Third, it serves as the tax bureau and payment gateway. Every transaction that occurs on the platform, whether it's a user purchasing a virtual item or a developer cashing out Robux, Roblox takes a certain percentage as a fee. It handles billions of microtransactions daily, highly resembling Alipay or WeChat Pay.
Fourth, it is the market regulator. It is responsible for reviewing all content on the platform, combating fraud and illegal activities, and maintaining the stability and fairness of the entire economic system.
These four roles together form a typical platform economy. It does not directly produce goods (games) but profits through rule-making, service provision, and tax collection. This is consistent with the business logic of platforms like Alibaba and Amazon.
From this perspective, Roblox paying creators over $1 billion in 2025 takes on a completely different significance. This is no longer "game company costs" but rather "disposable income for residents" of a vast economy. The economic activities generated by the platform resemble the GDP of a nation.
However, why is such a large economy still continuously losing money? This precisely roots the confusion of the market regarding it and is the core reason for its underestimation.
Roblox's losses are structural and chosen losses. Its revenue-cost structure is entirely different from traditional companies. For every $1 spent, about 49% of the money has already flowed out before Roblox can recognize it as revenue, with 22% paid to app stores like Apple and Google as channel fees, and another 27% directly paid to creators. The remaining amount must also cover costs like servers, research and development, and management.
This model, viewed by short-term profit-seeking investors, is unacceptable. But if we compare it with early Alipay, it becomes much easier to understand.
In its early years, Alipay was also immensely unprofitable because it bore all infrastructure and user education costs, cultivating a generation’s mobile payment habits through substantial subsidies. When everyone became accustomed to using scan-to-pay, and it became an indispensable infrastructure for the entire business community, its trillion-dollar value truly emerged.
Of course, Roblox and Alipay still have essential differences. The former is rooted in entertainment, while the latter addresses payment necessities. But they share a striking similarity in their strategic logic of using losses to cultivate intergenerational habits.
The decline of the metaverse, for Roblox, is rather a good thing.
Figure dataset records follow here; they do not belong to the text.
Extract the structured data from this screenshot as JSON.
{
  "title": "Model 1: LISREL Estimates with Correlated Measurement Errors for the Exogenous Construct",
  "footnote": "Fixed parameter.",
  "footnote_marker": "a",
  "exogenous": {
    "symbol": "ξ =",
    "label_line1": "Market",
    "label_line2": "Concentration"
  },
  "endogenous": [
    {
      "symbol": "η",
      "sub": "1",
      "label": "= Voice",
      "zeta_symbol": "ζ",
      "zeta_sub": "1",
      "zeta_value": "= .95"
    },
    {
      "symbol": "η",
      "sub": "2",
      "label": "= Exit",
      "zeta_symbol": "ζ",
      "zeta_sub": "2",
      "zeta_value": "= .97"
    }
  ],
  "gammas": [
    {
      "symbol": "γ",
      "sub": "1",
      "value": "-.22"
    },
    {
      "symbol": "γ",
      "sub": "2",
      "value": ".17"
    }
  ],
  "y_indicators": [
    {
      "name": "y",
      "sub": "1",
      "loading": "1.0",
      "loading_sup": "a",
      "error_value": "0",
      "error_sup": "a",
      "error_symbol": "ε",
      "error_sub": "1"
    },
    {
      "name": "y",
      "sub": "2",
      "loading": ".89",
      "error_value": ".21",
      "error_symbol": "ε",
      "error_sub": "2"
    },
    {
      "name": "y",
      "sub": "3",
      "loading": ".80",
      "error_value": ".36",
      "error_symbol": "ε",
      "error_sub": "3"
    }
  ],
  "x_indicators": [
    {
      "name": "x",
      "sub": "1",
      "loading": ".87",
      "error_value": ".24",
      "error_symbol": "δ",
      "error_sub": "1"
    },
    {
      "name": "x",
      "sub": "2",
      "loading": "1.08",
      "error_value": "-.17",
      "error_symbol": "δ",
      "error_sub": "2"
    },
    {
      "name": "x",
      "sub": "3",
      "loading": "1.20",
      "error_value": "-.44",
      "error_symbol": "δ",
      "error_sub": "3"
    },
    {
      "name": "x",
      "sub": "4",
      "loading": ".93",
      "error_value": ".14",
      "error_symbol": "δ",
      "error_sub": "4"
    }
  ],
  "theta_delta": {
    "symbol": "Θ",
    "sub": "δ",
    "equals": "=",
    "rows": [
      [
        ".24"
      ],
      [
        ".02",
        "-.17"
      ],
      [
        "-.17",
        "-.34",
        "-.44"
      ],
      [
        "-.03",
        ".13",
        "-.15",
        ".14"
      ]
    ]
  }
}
It washes away speculative bubbles, preventing people from confusing it with those hollow concepts, thus allowing an opportunity to see its true value as a financial infrastructure deeply rooted in the daily lives of hundreds of millions of young people, with strong network effects and a closed-loop economy.
The Answers for the Next Decade
Financial education for an era is shifting from the physical world to the digital world.
When a generation's financial enlightenment begins with business practices in a virtual world; when their first asset is a tradable game skin; when their trust in digital wallets surpasses their reliance on physical banks, a brand new economic paradigm has already begun.
How we understand platforms like Roblox today will determine how we understand the business changes of the next decade. When a company's users are simultaneously its consumers, producers, promoters, and investors, do traditional valuation models still hold? When a company's core product is not a good, but a set of economic rules and a circulating currency, how do we define its boundaries?
The answers to these questions cannot be found in today's financial statements. But billions of young people creating, trading, and socializing in the virtual world are gathering to form a powerful force that will reshape the future business landscape.
History has repeatedly proven that understanding what young people define as assets reveals the future flow of wealth.
The wealth code of each generation is inscribed in every new consensus reached by this generation.